CEDRIC
They emergedfrom the void together—light and darkness, shadow and sun, surging forth as one. The throne room was nothing but blood-spattered marble and felled bodies, riotous screams and clanging steel.
Well, now it was more.
Now, it was fire and fury.
Cedric leapt from Elyria’s shadow with a yell, his boots striking stone and Ashrenderigniting. Golden flame rippled down the blade as he swung wide, cutting through a nearby cultist in a single blow. The room brightened with the blaze, his magic like a beacon, searing throughsanguinagiweapons, red crystal falling in shattered pieces to the floor as he cut, and cut, and cut.

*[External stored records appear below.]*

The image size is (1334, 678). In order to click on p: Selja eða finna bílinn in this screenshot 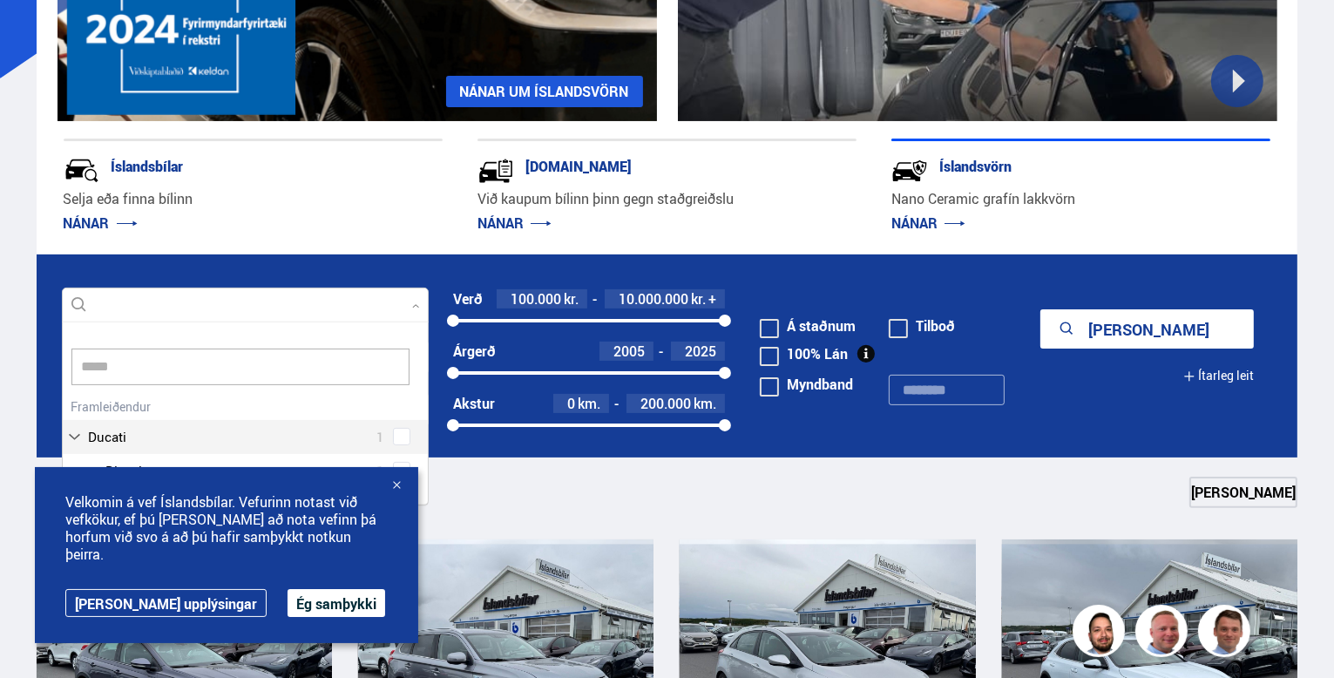, I will do `click(253, 199)`.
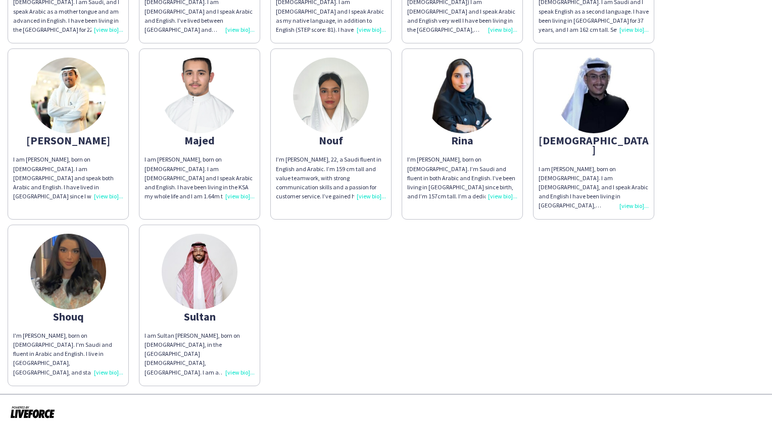  Describe the element at coordinates (462, 95) in the screenshot. I see `img: thumb-68a4f8823c0ac.jpeg` at that location.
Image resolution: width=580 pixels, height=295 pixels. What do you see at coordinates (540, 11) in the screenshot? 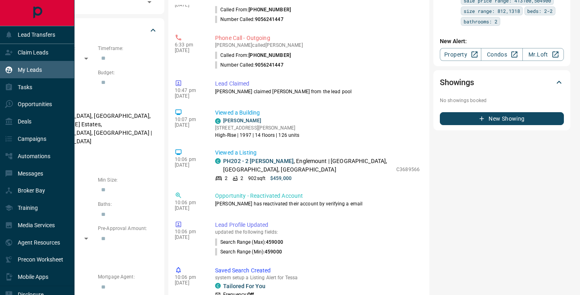
I see `span: beds: 2-2` at bounding box center [540, 11].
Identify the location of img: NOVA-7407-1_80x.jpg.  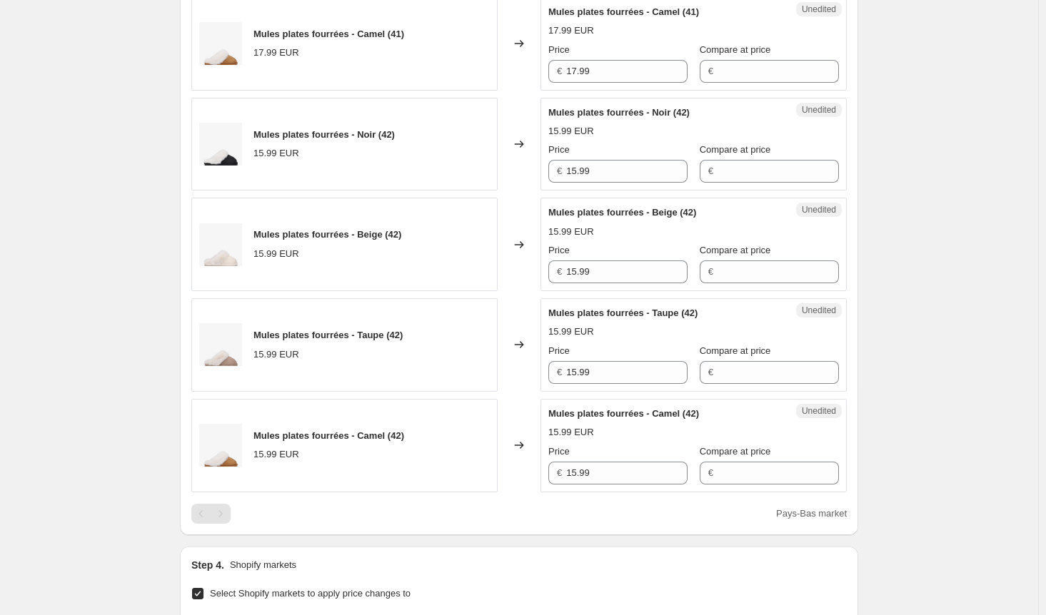
(221, 345).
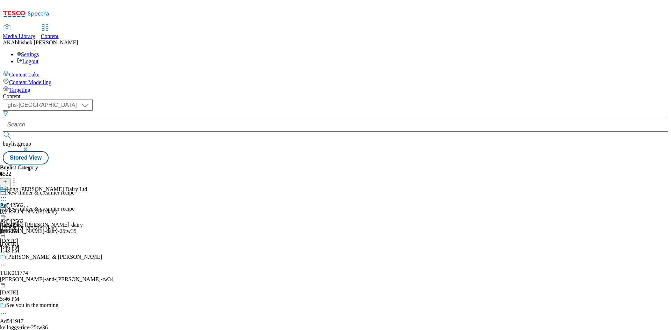  Describe the element at coordinates (336, 125) in the screenshot. I see `input: Search` at that location.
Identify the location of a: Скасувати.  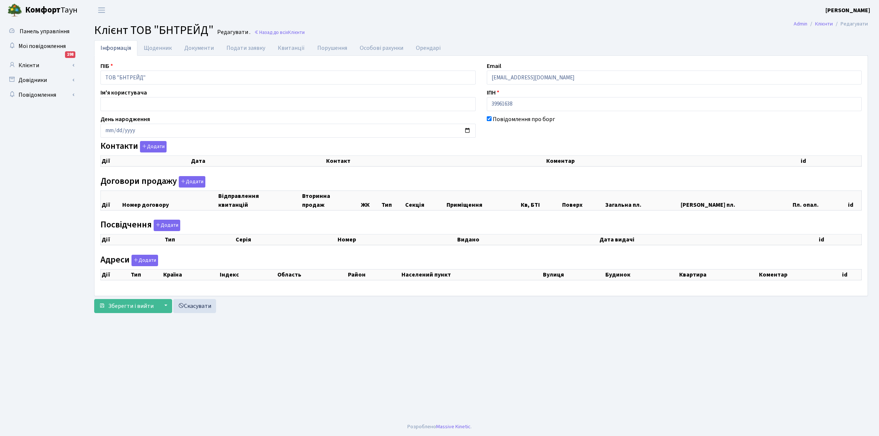
(195, 306).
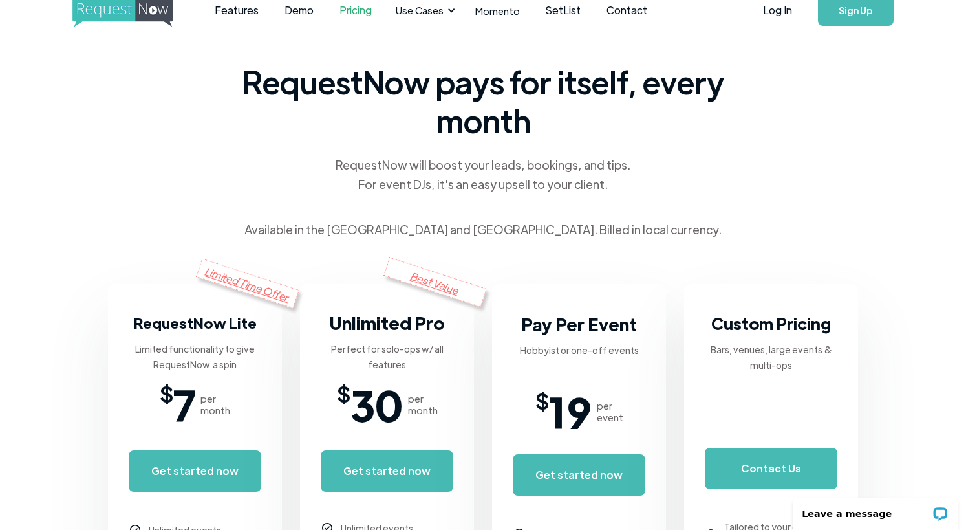 This screenshot has width=966, height=530. What do you see at coordinates (387, 323) in the screenshot?
I see `h3: Unlimited Pro` at bounding box center [387, 323].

Beside him, Elyria swept one hand upward, the other holding her staff like a spinning baton. Her shadows surged forth—a tidal wave, a beast of smoke. The two cultists nearest to her didn’t even have time to scream before they were smothered under its hold.
And with that, the battle paused. Just for a moment. A heartbeat. A breath. Just long enough for every pair of eyes in the room to turn to them.

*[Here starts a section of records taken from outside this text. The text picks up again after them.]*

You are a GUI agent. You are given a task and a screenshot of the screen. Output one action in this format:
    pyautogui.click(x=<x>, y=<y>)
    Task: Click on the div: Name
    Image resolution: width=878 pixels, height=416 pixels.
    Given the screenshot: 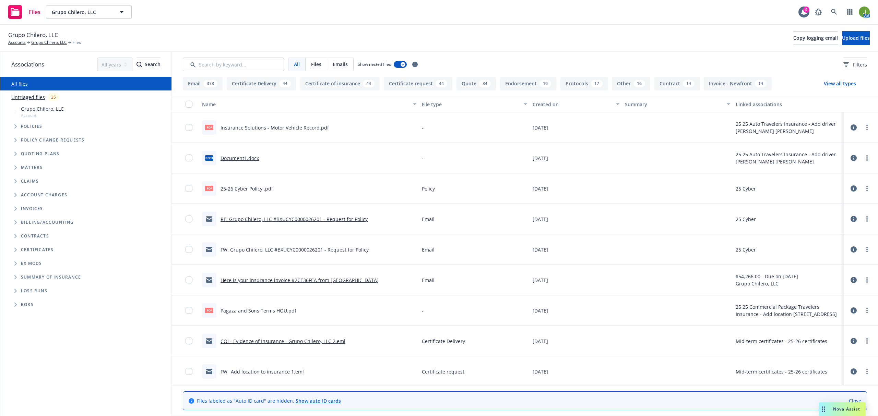 What is the action you would take?
    pyautogui.click(x=305, y=104)
    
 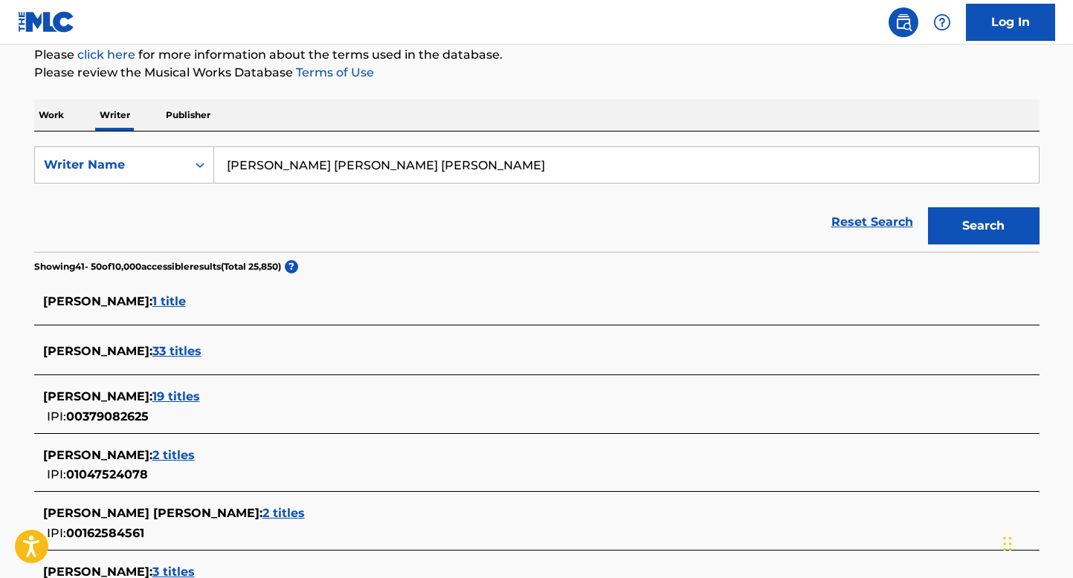 What do you see at coordinates (942, 22) in the screenshot?
I see `img: help` at bounding box center [942, 22].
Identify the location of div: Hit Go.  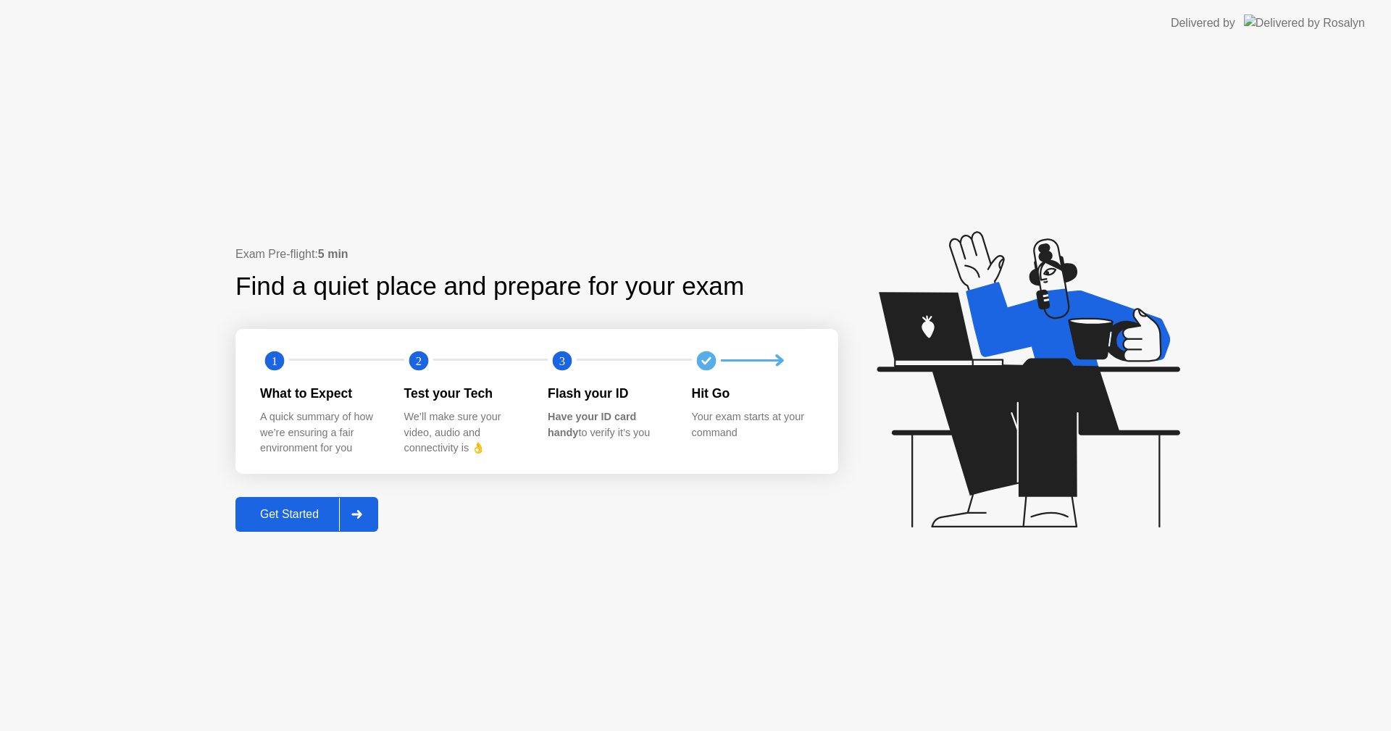
(752, 393).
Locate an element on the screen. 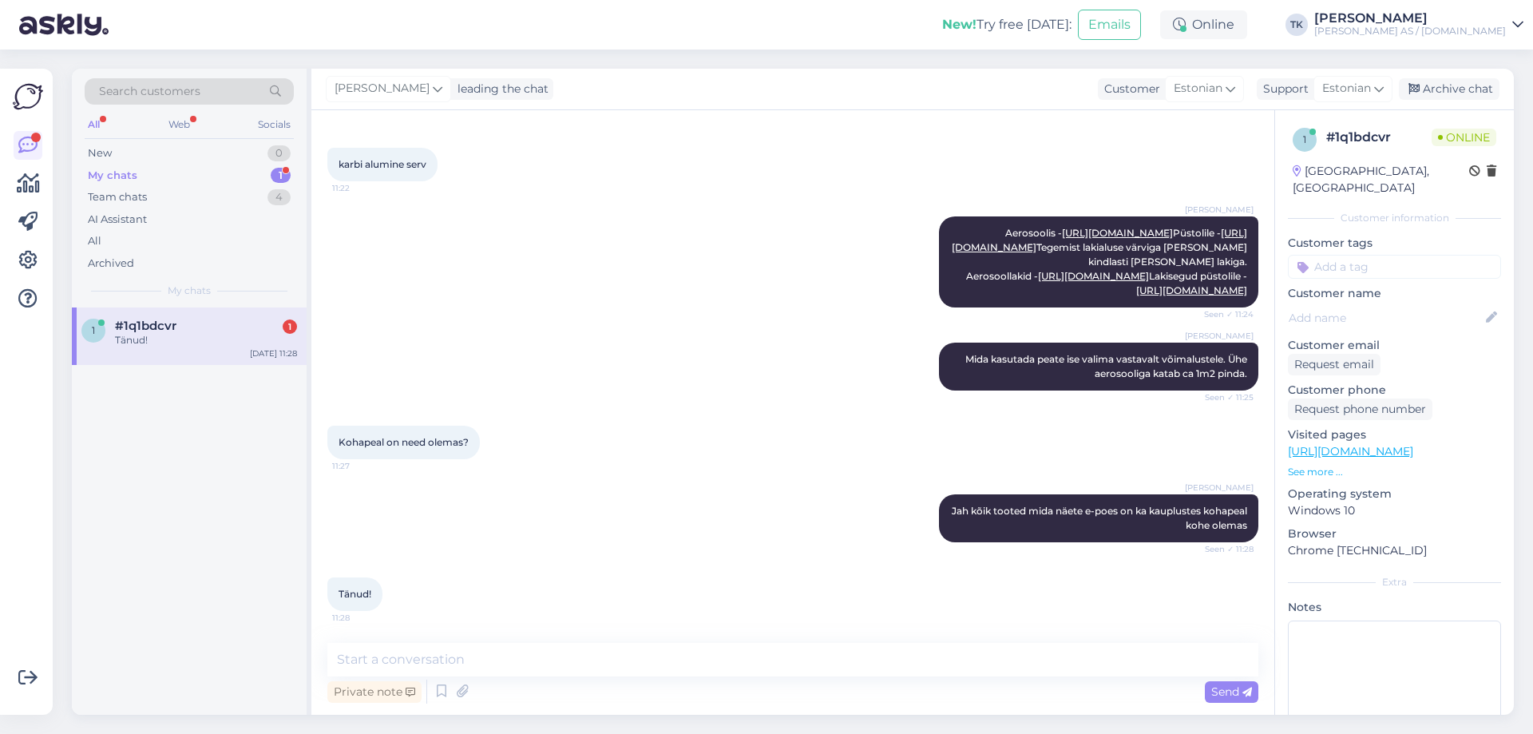  span: My chats is located at coordinates (189, 291).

And then, it was as though the fourth quarter of hell had broken loose.
Cultists rushed the two of them, steel and blood meeting flame and shadow. Cedric ducked under a crimson blade, catching asanguinagiman’s wrist and slashing a burning Ashrender across the cultist’s gut. There was a hiss of pain—the man’s? His own?—as a bloody shard flew past Cedric, grazing the side of his face.

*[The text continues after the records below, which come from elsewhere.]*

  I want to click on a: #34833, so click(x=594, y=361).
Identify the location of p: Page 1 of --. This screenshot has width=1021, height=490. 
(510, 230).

“You’re good?”Elyria’s voice was a balm to the sudden rage rising in Cedric as a warm bead of blood dribbled down his cheek.
“I will be.”He met her gaze from across the throne room, a swift clash of emerald and gold-ringed brown before she swung her staff, fortified with spikes of shadow—a dark spear much like the one she had used to mete out justice to the innkeeper in Dawnspire. The jagged tip collided with a nearby cultist who had started getting the better of one of the king’s royal guards, sending thesanguinagisprawling. Behind the guard, who gave Elyria a grateful nod, Dentarius hovered over a prostrate King Callum with bloodied hands.
Slowly, the assault was lessening. The number of remaining cultists thinned, the number of bodies strewn across the wide throne room commensurately ticking up. Cedric let the flame lighting up Ashrender fade away, even as he kept his sword at the ready.
From the corner of his eye, Cedric saw Nox covering Kit’s back as the fae sent a huge blockade of ice across the floor, clearing multiplesanguinagi, as well as several fallen bodies, from its path. On Cedric’s other side, Sephone fought a duo of cultists back toward the doors, lightning crackling over her skin. One of her opponents stopped to look at the turning tide of the fight, then promptly turned tail and ran from the room.
But they weren’t all running.
Whirling, Cedric thrust Ashrender through the shoulder of a womanwho tried to attack him from behind, a menacing-looking glaive in her hands. It wasn’t crafted from blood magic, just a fierce weapon of stamped steel, and Cedric found himself admiring it as the cultist dropped it with a cry.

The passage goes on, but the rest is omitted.